AI “art” is prone to nonsensical hallucinations with people gaining extra fingers, background elements bleeding together, and everything just looking uncanny. It’s technically possible that you could train yourself to try and imitate this “style”, but it would be both incredibly difficult to learn, and also be incredibly unrewarding- even putting aside having to prove you did, in fact, make said piece of art, it would still be as ugly as the AI stuff no one likes anyway.
Are you familiar with “analogue horror”? It’s a genre of (mostly) video horror that uses video and audio filters that make it look as if it’s shot on a 1980s or 1990s video camera (or even a 1980s/1990s home camcorder.) That sort of style evokes a lot of nostalgia in 80s/90s kids.
It obviously doesn’t add fidelity to the image to use such filters that blur, add white noise, and add video artifacts like you might see from a malfunctioning VHS player. It removes fidelity.
But it adds a “quaint” and sometimes surreal feeling to the media, particularly for folks who have been exposed to a fair amount of that medium of video. Or even folks who have only been exposed to retro recreations of elements of that medium.
I’m sure something similar is already happening to the brains of the younger generation. They’re forming connections to AI slop. And some day, I have to imagine elements of AI-generated video content will be used – on purpose – in new media to evoke a sense of quaintness, nostalgia, and otherwise “mid-2020’s-ness”.
I don’t think they’ll exclusively use “GenAI” technologies (stable diffusion, Dall-E, etc) to give media that feeling either. It’s weird to think about now, but they’ll probably be make ways to add AI-slop elements in novel ways that the actual GenAI technologies aren’t capable of. (Again, making a connection with VHS-looking filters, I don’t imagine most people making things like analogue horror content today are using actual VHSs and vintage camcorders.)
So, I can agree with your premise, OP, but only with the slight addendum of “for now”.
I hate that this is what the mid-2020s is going to be remembered for, but I guess every decade has something to be embarrassed about. NFTs/blockchain/cryptocurrencies, Beanie Babies, The Macarena, gestures broadly at the 80s, etc. But great things have come out of all of those decades as well.
add AI-slop elements in novel ways
Datamoshing can have an AI-generated quality.
I think the shrooms just kicked in.
A lot of AI art used e.g. in YouTube thumbnails is uniformly busy, bright and colorful. Which means that nothing stands out, while the eye is immediately tired of the detail. It’s pretty much the opposite of good art practices. That said, it’s quite reminiscent of 80s fantasy art, which also was often overly elaborate and loud.
Counterpoint: AI slop does not have a “style” But a look that is an artifact of all the the material it is trained on and the limitations of the technology. It has a series of visual tropes, for example the odd glossy sheen it tends to have. The oversaturated colors; the tendency to frame centered subjects like social media posts; the rigid composition of clip art and stock images; Even the best image or video generations tend to all have these traits and it’s hard to coerce them to move away from them.
So in a time where even human made media tends to be flattened and averaged by the over influence of pop culture, the biggest disservice you can give yourself as a creative is making your work even more sterile by imitating AI generations.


_WORK ITEM_. Word for word, repeat each entry that follows.

[[ DATA PROVIDED open ]]

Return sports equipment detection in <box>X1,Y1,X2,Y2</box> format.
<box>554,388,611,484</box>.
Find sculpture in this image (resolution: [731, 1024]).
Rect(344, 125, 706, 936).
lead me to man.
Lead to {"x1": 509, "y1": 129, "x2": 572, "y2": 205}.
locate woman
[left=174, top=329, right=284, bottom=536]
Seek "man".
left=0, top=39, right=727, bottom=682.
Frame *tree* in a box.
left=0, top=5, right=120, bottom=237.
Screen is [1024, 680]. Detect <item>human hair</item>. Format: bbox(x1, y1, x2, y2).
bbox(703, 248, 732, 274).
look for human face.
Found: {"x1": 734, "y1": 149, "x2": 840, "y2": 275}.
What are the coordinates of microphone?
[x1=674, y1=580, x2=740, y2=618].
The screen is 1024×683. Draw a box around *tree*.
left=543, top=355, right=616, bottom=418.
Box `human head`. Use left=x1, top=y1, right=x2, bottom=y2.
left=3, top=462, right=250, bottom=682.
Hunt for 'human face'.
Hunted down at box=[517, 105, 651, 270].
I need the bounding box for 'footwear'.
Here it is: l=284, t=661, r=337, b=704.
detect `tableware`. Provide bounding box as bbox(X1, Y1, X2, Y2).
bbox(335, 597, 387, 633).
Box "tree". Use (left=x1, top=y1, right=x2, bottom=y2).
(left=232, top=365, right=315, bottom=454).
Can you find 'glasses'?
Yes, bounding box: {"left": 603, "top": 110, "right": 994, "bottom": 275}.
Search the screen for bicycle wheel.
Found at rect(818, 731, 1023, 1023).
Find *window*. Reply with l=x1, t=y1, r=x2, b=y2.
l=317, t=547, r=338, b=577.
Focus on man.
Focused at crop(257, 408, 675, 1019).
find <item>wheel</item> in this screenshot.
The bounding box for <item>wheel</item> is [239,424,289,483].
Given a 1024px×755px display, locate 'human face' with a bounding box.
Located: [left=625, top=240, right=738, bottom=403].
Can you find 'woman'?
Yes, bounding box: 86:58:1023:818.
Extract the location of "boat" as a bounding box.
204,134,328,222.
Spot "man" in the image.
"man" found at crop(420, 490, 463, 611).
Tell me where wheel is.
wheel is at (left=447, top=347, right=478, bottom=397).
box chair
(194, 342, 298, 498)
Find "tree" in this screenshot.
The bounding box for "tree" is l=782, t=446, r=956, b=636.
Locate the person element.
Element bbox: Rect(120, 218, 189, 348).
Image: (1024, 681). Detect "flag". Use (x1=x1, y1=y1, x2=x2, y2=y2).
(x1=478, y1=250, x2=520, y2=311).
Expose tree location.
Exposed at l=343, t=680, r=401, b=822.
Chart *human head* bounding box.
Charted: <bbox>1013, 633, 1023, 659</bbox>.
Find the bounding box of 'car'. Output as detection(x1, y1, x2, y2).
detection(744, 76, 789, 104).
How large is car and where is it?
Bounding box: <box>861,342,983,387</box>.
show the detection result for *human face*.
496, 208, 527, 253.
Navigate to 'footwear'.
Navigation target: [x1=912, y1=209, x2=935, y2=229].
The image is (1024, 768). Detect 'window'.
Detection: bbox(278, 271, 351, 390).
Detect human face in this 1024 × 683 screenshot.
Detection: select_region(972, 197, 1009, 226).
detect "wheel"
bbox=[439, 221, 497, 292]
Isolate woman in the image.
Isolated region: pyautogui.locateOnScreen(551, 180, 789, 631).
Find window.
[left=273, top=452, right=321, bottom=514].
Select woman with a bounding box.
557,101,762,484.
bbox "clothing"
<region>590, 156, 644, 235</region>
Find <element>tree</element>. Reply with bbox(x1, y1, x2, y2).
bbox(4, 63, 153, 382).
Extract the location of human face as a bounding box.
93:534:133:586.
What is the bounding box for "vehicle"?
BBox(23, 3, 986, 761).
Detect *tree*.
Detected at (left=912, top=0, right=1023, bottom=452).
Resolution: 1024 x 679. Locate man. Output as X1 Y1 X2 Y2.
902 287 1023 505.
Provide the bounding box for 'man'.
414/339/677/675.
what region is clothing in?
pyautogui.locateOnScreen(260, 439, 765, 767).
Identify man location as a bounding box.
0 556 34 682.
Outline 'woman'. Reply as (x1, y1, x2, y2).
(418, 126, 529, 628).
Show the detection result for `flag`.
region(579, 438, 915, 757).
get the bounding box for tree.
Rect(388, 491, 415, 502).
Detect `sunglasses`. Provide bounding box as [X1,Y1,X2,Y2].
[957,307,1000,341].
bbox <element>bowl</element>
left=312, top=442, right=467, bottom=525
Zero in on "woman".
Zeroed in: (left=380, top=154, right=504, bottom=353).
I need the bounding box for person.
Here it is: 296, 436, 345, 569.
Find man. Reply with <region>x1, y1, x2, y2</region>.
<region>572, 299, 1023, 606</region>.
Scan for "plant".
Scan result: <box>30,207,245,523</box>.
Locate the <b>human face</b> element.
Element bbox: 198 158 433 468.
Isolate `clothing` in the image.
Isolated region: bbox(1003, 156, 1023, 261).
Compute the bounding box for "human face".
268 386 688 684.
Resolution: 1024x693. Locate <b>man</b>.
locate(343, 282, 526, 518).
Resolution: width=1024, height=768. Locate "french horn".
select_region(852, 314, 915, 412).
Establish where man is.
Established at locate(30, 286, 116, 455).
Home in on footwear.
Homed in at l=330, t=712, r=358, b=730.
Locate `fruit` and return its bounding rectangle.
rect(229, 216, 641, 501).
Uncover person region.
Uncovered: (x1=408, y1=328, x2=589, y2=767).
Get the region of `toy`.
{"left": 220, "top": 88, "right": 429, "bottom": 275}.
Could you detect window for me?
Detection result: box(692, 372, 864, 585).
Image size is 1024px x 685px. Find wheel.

[[ DATA PROVIDED closed ]]

_SOLUTION_.
Return sports equipment detection in <box>X1,Y1,X2,Y2</box> format.
<box>554,388,611,484</box>.
Find sculpture in this image (resolution: [731, 1024]).
Rect(344, 125, 706, 936).
lead me to man.
Lead to {"x1": 509, "y1": 129, "x2": 572, "y2": 205}.
locate woman
[left=174, top=329, right=284, bottom=536]
Seek "man".
left=0, top=39, right=727, bottom=682.
Frame *tree* in a box.
left=0, top=5, right=120, bottom=237.
Screen is [1024, 680]. Detect <item>human hair</item>. Format: bbox(x1, y1, x2, y2).
bbox(703, 248, 732, 274).
look for human face.
Found: {"x1": 734, "y1": 149, "x2": 840, "y2": 275}.
What are the coordinates of microphone?
[x1=674, y1=580, x2=740, y2=618].
The screen is 1024×683. Draw a box around *tree*.
left=543, top=355, right=616, bottom=418.
Box `human head`. Use left=x1, top=y1, right=x2, bottom=y2.
left=3, top=462, right=250, bottom=682.
Hunt for 'human face'.
Hunted down at box=[517, 105, 651, 270].
I need the bounding box for 'footwear'.
Here it is: l=284, t=661, r=337, b=704.
detect `tableware`. Provide bounding box as bbox(X1, Y1, X2, Y2).
bbox(335, 597, 387, 633).
Box "tree". Use (left=x1, top=y1, right=x2, bottom=y2).
(left=232, top=365, right=315, bottom=454).
Can you find 'glasses'?
Yes, bounding box: {"left": 603, "top": 110, "right": 994, "bottom": 275}.
Search the screen for bicycle wheel.
Found at rect(818, 731, 1023, 1023).
Find *window*. Reply with l=x1, t=y1, r=x2, b=y2.
l=317, t=547, r=338, b=577.
Focus on man.
Focused at crop(257, 408, 675, 1019).
find <item>wheel</item> in this screenshot.
The bounding box for <item>wheel</item> is [239,424,289,483].
Given a 1024px×755px display, locate 'human face' with a bounding box.
Located: [left=625, top=240, right=738, bottom=403].
Can you find 'woman'?
Yes, bounding box: 86:58:1023:818.
Extract the location of "boat" as a bounding box.
204,134,328,222.
Spot "man" in the image.
"man" found at crop(420, 490, 463, 611).
Tell me where wheel is.
wheel is at (left=447, top=347, right=478, bottom=397).
box chair
(194, 342, 298, 498)
Find "tree" in this screenshot.
The bounding box for "tree" is l=782, t=446, r=956, b=636.
Locate the person element.
Element bbox: Rect(120, 218, 189, 348).
Image: (1024, 681). Detect "flag". Use (x1=x1, y1=y1, x2=x2, y2=y2).
(x1=478, y1=250, x2=520, y2=311).
Expose tree location.
Exposed at l=343, t=680, r=401, b=822.
Chart *human head* bounding box.
Charted: <bbox>1013, 633, 1023, 659</bbox>.
Find the bounding box of 'car'. Output as detection(x1, y1, x2, y2).
detection(744, 76, 789, 104).
How large is car and where is it?
Bounding box: <box>861,342,983,387</box>.
show the detection result for *human face*.
496, 208, 527, 253.
Navigate to 'footwear'.
Navigation target: [x1=912, y1=209, x2=935, y2=229].
The image is (1024, 768). Detect 'window'.
Detection: bbox(278, 271, 351, 390).
Detect human face in this 1024 × 683 screenshot.
Detection: select_region(972, 197, 1009, 226).
detect "wheel"
bbox=[439, 221, 497, 292]
Isolate woman in the image.
Isolated region: pyautogui.locateOnScreen(551, 180, 789, 631).
Find window.
[left=273, top=452, right=321, bottom=514].
Select woman with a bounding box.
557,101,762,484.
bbox "clothing"
<region>590, 156, 644, 235</region>
Find <element>tree</element>. Reply with bbox(x1, y1, x2, y2).
bbox(4, 63, 153, 382).
Extract the location of human face as a bounding box.
93:534:133:586.
What is the bounding box for "vehicle"?
BBox(23, 3, 986, 761).
Detect *tree*.
Detected at (left=912, top=0, right=1023, bottom=452).
Resolution: 1024 x 679. Locate man. Output as X1 Y1 X2 Y2.
902 287 1023 505.
Provide the bounding box for 'man'.
414/339/677/675.
what region is clothing in?
pyautogui.locateOnScreen(260, 439, 765, 767).
Identify man location as a bounding box.
0 556 34 682.
Outline 'woman'. Reply as (x1, y1, x2, y2).
(418, 126, 529, 628).
Show the detection result for `flag`.
region(579, 438, 915, 757).
get the bounding box for tree.
Rect(388, 491, 415, 502).
Detect `sunglasses`. Provide bounding box as [X1,Y1,X2,Y2].
[957,307,1000,341].
bbox <element>bowl</element>
left=312, top=442, right=467, bottom=525
Zero in on "woman".
Zeroed in: (left=380, top=154, right=504, bottom=353).
I need the bounding box for person.
Here it is: 296, 436, 345, 569.
Find man. Reply with <region>x1, y1, x2, y2</region>.
<region>572, 299, 1023, 606</region>.
Scan for "plant".
Scan result: <box>30,207,245,523</box>.
Locate the <b>human face</b> element.
Element bbox: 198 158 433 468.
Isolate `clothing` in the image.
Isolated region: bbox(1003, 156, 1023, 261).
Compute the bounding box for "human face".
268 386 688 684.
Resolution: 1024x693. Locate <b>man</b>.
locate(343, 282, 526, 518).
Resolution: width=1024, height=768. Locate "french horn".
select_region(852, 314, 915, 412).
Establish where man is.
Established at locate(30, 286, 116, 455).
Home in on footwear.
Homed in at l=330, t=712, r=358, b=730.
Locate `fruit` and return its bounding rectangle.
rect(229, 216, 641, 501).
Uncover person region.
Uncovered: (x1=408, y1=328, x2=589, y2=767).
Get the region of `toy`.
{"left": 220, "top": 88, "right": 429, "bottom": 275}.
Could you detect window for me?
Detection result: box(692, 372, 864, 585).
Image size is 1024px x 685px. Find wheel.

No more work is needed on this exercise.